PhillyDeals: Assessing the House's financial-legislation agenda

As Barney Frank, the Massachusetts congressman and chairman of the House Financial Services Committee, pushes President Obama's consumer and derivatives bills, Frank's lieutenant, Rep. Paul Kanjorski (D., Pa.), is wrestling the rest of the financial agenda toward the House floor.

Rep. Paul Kanjorski blasts credit-rating agencies for blessing the subprime- mortgage bonds that rocked the economy.
Rep. Paul Kanjorski blasts credit-rating agencies for blessing the subprime- mortgage bonds that rocked the economy.Read moreBRENDAN HOFFMAN / Bloomberg

As Barney Frank, the Massachusetts congressman and chairman of the House Financial Services Committee, pushes President Obama's consumer and derivatives bills, Frank's lieutenant, Rep. Paul Kanjorski (D., Pa.), is wrestling the rest of the financial agenda toward the House floor.

Kanjorski, taking questions from journalists last week, defended the compromises his fellow Democrats have made so far in four proposed laws concerning the Securities and Exchange Commission, credit-rating agencies, private-investment funds, and insurance regulation.
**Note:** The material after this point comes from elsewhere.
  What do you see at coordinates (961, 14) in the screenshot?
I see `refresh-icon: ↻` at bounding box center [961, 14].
Here are the four pieces of proposed legislation, and Kanjorski's assessments:

The Rating Agencies Act (HR 3890). It should make it easier to sue Standard & Poor's, Moody's and other national rating agencies. It makes

credit-rating "internal operations" public.
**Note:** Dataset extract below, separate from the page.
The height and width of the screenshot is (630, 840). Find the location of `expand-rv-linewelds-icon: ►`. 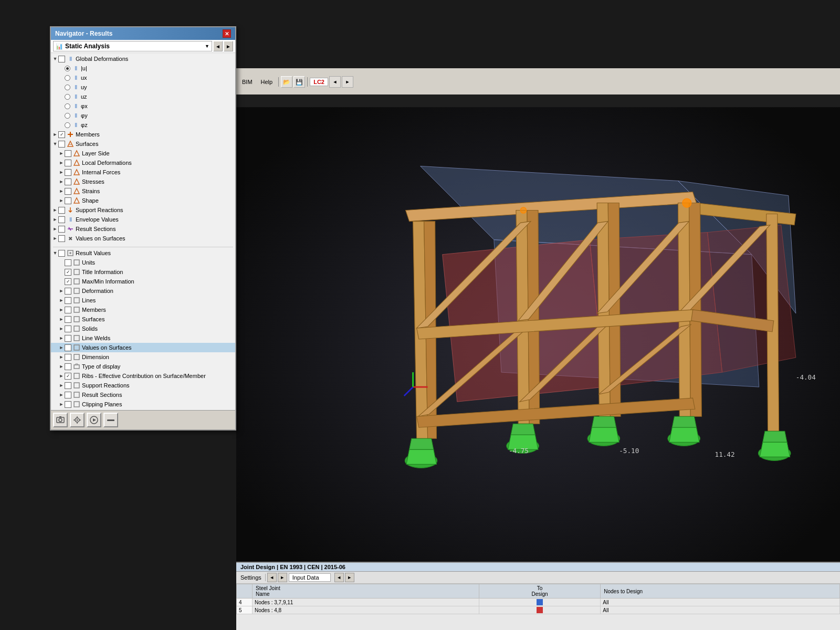

expand-rv-linewelds-icon: ► is located at coordinates (61, 338).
Kanjorski, of Wilkes-Barre, is fond of blasting the agencies for their "almost criminal" blessing of the toxic subprime-mortgage bonds that brought down the financial markets last year.
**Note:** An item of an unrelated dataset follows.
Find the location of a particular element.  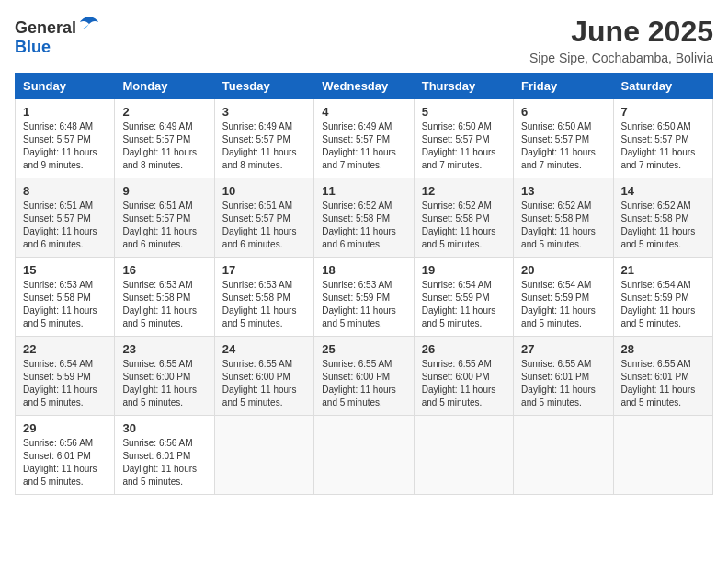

Yet he and his comrades left intact the corrupt arrangement in which the big rating agencies will still be able to get paid by the companies they rate.

What's left in the bill "is not going to make ratings more transparent or more reliable," said Robert Dobilas, head of Horsham-based Realpoint L.L.C., a rating agency paid by investors and not by the people they rate. "It will cost us $500,000 a year" in additional compliance, Dobilas said.

"People do tend to favor those people who pay them," Kanjorski told me. "I wanted to remove that conflict of interest. But quite frankly, having talked to some of the most informed people, the agencies probably could not have funded themselves," he said, without cash from those they cover. "We'd be creating an even larger void."

The Private Fund Investment Advisers Act (HR 3818). It forces "all" money managers to register with the government and provide basic financial information so it can figure out if they're dangerous, Kanjorski says.

"There's an exemption for venture capital. We were very heartened to see that," Emily Mendell, spokeswoman for the National Venture Capital Association, told me. Lighter reporting requirements saves "hundreds of thousands of dollars a year" for each fund.

Mutual fund lobbyist Ianthe Zabel, of the Investment Company Institute, which represents Vanguard Group Inc. and other big fund companies, said carefully that the institute backed "robust comparable disclosure requirements" that cover "all financial products."

But fund executives complain this law goes easier on insurance salesmen than mutual fund distributors.

"I'm certainly aware of their dissatisfaction," Kanjorski told me. "We have not had the time, the effort, the ability to see that it's equal across the board."

The Investor Protection Act (HR 3817). It provides what Kanjorski calls the "crippled" Securities and Exchange Commission more power. It doubles its funding over five years. It subjects it to a "high-caliber" study to make sure the SEC is ready for the next Bernie L. Madoff. It offers cash to corporate informers, and allows the SEC to end mandatory arbitration so outraged investors can sue.

But accountants, facing pressure to make companies look better than facts may warrant, "want mandatory arbitration," said John McLaughlin, senior managing director at Devon-based Smart Business Advisory & Consulting L.L.C. "On complex accounting matters," he said, "you want an arbiter who understands the issues," more than a trial before jurors who might not.

The Federal Insurance Office Act (HR 2609). Right now, states, not the U.S. government, regulate insurance. Kanjorski's bill would set up a federal bureau to collect insurance data, help U.S. financial regulators weigh "systemic risk," and negotiate insurance treaties abroad.

"We saw, particularly with the collapse of AIG, we had no centralized expertise," Kanjorski said.

But state insurance departments smelled a power grab. Kanjorski "adapted the bill to some of our concerns," Pennsylvania Insurance Commissioner Joel Ario told me.

"The original language made it look like the federal government was going to build its own knowledge base," Ario said, "independent of what the states had." Now, according to Ario, the feds have agreed to work with data collected by the National Association of Insurance Commissioners - the state regulators who compile data produced by the companies themselves.